In many ways, what Matmos creates with “Balloon” is a form of pop
musique concrète. But don’t be misled by the album’s egghead origins. It’s one of the most instantly engaging instrumental albums you’re likely to hear. From the jaunty, almost Afro-Caribbean rhythm percolating through lead track “Rainbow Flag,” through the trancelike dream “Cloudhopper” that closes the album, “Supreme Balloon” is as light and airy as its title — and full of simple pleasures.

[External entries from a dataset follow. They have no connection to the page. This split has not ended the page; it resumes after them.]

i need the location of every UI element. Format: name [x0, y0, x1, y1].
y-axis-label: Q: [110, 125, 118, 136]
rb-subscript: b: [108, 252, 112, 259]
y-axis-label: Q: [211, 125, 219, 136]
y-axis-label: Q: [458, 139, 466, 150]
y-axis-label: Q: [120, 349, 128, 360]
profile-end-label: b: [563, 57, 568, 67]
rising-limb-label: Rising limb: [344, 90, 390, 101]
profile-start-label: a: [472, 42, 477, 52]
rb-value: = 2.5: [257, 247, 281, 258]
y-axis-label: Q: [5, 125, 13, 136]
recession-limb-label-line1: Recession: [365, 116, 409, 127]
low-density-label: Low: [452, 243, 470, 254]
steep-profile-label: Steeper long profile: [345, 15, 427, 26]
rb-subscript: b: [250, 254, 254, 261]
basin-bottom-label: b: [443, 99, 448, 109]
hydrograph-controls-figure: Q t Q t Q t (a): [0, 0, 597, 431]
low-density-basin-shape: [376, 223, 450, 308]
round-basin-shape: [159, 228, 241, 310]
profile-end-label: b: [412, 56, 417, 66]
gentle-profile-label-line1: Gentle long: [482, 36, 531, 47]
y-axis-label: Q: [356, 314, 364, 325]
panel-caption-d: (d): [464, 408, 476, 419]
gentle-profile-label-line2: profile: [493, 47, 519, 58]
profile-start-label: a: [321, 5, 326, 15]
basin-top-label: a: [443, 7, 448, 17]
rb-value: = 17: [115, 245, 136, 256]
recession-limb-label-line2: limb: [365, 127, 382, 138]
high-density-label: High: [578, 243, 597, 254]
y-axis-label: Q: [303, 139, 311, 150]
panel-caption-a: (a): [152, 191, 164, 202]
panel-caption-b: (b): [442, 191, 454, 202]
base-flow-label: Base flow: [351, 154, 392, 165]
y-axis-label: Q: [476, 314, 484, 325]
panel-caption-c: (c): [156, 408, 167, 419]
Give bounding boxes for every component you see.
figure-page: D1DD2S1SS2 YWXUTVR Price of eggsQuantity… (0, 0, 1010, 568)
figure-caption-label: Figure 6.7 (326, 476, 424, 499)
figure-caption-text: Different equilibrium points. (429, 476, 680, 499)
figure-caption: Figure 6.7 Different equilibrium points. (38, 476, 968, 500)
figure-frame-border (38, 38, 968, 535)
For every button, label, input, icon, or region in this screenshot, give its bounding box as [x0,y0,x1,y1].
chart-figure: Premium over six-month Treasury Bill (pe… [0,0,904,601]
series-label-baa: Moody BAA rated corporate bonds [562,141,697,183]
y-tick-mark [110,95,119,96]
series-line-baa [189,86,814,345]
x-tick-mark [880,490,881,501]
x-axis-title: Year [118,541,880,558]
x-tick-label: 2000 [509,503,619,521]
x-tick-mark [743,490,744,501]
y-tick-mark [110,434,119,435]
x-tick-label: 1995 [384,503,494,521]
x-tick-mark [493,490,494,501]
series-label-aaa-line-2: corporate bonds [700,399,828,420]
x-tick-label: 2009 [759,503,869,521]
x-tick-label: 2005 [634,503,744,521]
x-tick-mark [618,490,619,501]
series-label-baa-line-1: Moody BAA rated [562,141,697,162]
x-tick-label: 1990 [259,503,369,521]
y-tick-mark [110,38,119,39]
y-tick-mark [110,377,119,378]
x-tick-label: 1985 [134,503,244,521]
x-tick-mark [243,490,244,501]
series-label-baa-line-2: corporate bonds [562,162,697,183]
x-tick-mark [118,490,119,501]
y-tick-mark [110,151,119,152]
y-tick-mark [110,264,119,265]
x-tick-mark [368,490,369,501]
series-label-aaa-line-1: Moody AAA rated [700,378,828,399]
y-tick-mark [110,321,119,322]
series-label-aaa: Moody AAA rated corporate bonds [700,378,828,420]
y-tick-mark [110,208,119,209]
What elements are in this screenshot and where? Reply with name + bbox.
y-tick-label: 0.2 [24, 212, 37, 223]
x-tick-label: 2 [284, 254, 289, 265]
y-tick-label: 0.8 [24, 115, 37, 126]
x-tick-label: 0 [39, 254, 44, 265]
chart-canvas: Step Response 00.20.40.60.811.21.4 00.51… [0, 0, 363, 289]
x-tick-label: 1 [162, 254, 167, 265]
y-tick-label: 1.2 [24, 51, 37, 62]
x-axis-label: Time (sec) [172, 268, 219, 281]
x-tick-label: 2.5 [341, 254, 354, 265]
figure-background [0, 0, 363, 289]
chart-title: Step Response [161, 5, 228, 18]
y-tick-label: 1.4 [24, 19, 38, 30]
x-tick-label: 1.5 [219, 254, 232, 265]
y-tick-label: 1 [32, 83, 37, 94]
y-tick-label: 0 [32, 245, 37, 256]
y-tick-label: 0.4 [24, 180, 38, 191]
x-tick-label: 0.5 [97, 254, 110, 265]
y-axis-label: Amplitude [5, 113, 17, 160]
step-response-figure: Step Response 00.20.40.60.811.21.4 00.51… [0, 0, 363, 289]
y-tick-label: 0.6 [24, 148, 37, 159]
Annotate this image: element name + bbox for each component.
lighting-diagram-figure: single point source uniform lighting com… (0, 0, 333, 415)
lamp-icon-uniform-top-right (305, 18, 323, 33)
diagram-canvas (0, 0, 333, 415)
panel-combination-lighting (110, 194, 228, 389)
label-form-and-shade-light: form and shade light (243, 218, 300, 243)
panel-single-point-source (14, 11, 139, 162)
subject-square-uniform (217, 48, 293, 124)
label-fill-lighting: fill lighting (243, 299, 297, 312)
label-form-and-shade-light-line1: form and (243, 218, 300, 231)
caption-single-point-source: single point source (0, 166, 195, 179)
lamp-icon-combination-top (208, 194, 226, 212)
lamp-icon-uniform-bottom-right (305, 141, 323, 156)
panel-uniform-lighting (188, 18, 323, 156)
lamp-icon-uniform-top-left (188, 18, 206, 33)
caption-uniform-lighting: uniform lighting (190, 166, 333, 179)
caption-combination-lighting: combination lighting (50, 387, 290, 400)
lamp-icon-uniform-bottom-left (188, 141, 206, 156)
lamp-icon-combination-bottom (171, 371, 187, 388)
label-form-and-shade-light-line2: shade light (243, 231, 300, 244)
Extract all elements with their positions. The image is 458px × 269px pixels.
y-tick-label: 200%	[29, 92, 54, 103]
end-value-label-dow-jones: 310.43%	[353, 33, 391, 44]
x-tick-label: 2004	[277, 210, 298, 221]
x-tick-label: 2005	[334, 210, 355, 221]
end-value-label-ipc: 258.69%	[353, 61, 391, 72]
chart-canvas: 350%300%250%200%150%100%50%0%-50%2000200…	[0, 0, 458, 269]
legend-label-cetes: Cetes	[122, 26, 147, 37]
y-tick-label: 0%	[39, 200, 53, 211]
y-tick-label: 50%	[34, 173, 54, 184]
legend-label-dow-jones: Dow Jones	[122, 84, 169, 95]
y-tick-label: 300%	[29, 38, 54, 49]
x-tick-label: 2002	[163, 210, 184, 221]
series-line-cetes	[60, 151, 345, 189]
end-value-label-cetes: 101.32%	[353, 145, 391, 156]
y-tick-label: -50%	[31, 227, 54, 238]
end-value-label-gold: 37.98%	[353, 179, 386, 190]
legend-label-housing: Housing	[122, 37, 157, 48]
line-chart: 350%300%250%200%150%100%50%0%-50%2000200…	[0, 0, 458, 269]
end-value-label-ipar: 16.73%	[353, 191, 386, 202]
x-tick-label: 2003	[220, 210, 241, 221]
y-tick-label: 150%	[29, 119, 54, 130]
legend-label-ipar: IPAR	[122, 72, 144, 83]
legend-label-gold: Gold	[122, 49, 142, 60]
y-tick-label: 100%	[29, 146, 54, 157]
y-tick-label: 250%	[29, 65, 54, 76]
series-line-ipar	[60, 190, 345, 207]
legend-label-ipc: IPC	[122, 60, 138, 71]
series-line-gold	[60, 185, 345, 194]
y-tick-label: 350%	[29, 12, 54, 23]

Even when the album gets a little thin — as during “Les Folies Françaises,” whose organ-like electronic tones recall Wendy Carlos’s space-age baroque score for Stanley Kubrick’s 1971 film “A Clockwork Orange,” anecdotally considered the first all-electronic movie score — it is produced with such sincere glee that it doesn’t feel like a mere allusion. “Balloon” is plush and bouncy, lithe and sensual, and nowhere more so than on the album’s centerpiece title song, a 24-minute opus that bubbles through a smorgasbord of squishy sounds and squiggly notes, and feels like a journey to a Roald Dahl wonderland of noises. Throughout, Messrs. Daniel and Schmidt are more interested in creating pleasurable music than in showing off gear and technique, resulting in an electronic album that’s as much fun as it is smart.